Of course the sea is clean because there has been no rain and, if you examine the rainfall charts, there is unlikely to be any for some while. Add to that the phenomenon of El Nino and prospects of rain recede into the far distance.
Hazelmere Dam is currently at 35% capacity and unless there is a miracle it will run dry mid-July.
I am told that Umgeni Water is fed up with the Courier for publishing critical reports about the water situation. Actually, I thought we’d been quite upbeat about the emergency pipeline transferring water from the Tongaat River. That is, until we were told that, Ta da!, the project is finished and ready to pump “8 to 12 million litres a day”.
So I sent reporter Jacqui Herbst out to inspect the results. She returned with photos of a) a dry end of the pipeline and b) showing that it ended 1.5 km from the dam.
Oh no, said Umgeni Water, we obviously haven’t grasped the truth of the situation. The project had been completed as planned and the pumping was proceeding. The pipeline was meant to end where it did, because it would flow down an old river bed. Oh, right.
These words of assurance came from Umgeni headquarters in ‘Maritzburg. They know best. The lack of water issuing from the end of the pipe was obviously a figment of our imagination.
Look, we don’t go out of our way to pick fights. Life is difficult enough as it is. We have to take people’s word for many things, but when we can see with our own eyes that something is not happening, then that’s what we report.
This week I received an indignant letter from member of the Umgeni Water board (see this page), berating reader Markus Kämpf for calling for heads to roll over the pipeline idiocy.
Mr Graham Atkinson says with authority, from his lofty perch in Howick: “The proof of the pudding is in the eating in that the pipeline is delivering the planned quantity of water into Hazelmere Dam.”
Jacqui went back to the dam this Monday morning and took a picture of the end of the pipeline. There is not one drop of water in sight. She returned on Monday afternoon and there was indeed a small flow of water.

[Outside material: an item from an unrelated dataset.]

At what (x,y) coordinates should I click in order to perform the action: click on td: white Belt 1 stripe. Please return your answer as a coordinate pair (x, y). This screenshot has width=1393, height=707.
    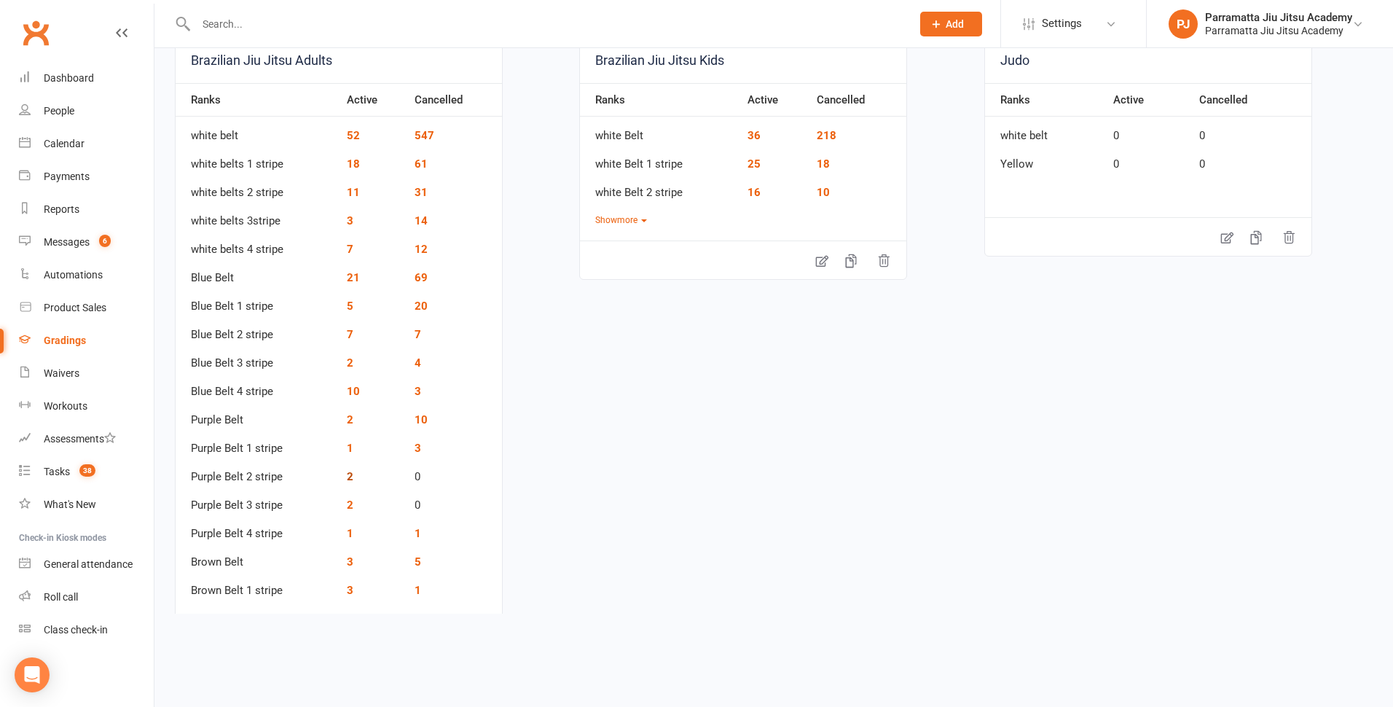
    Looking at the image, I should click on (659, 159).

It did flow along an old river bed and into the dam, but what reached the dam after 1.5km of sand was a trickle. It certainly isn’t going to fill the dam.
I wonder if readers are familiar with the Hans Christian Andersen tale of the Emperor’s New Clothes? If not, I summarise:
A vain Emperor who cares about nothing except wearing and displaying clothes hires two swindlers who promise him the finest, best suit of clothes from a fabric invisible to anyone who is unfit for his position or “hopelessly stupid”. The Emperor’s ministers cannot see the clothing themselves, but pretend that they can for fear of appearing unfit for their positions. Finally the swindlers report that the suit is finished, they mime dressing him and the Emperor marches in procession before his subjects. The townsfolk play along with the pretence, not wanting to appear stupid. Then a child in the crowd, too young to understand the desirability of keeping up the pretence, blurts out that the Emperor is wearing nothing at all!
I’m sorry, Umgeni Water, just because you keep saying something is true, doesn’t mean it is! It’s like the ‘fire pool’ at Prez Zuma’s palace. It’s a swimming pool.
By the way, I did like one reader’s comment on Facebook about the chicken run that the police minister has declared essential to Nkandla’s security. The reader pointed out that JZ would live to regret it, because the chickens would be clucking ‘deklerk deklerk’ all day and he would feel oppressed!
He, he, he.
But I digress. Yes, there is we have established there is intermittent water in the pipeline, but most disappears before reaching the dam. Why on earth wasn’t the pipeline extended for another 1.5km? Run out of money? No reply.
I just hope, for all our sakes, that there is a Plan B for when the taps dry up. Sorry for being such a wet blanket, Umgeni Water, (pardon the expression) but you seem to have shown that contingency planning isn’t your strong suit.
* * *
The rule for a happy life is not about how fast you run, or how high you climb, but how well you bounce.


Stay in the loop with The North Coast Courier on FacebookXInstagram & YouTube for the latest news.

Mobile users can join our WhatsApp Broadcast Service here, or if you’re on desktop, scan the QR code below.

At Caxton, we employ humans to generate daily fresh news, not AI intervention. Happy reading!

Support local journalism

Add The Citizen as a preferred source to see more from North Coast Courier in Google News and Top Stories.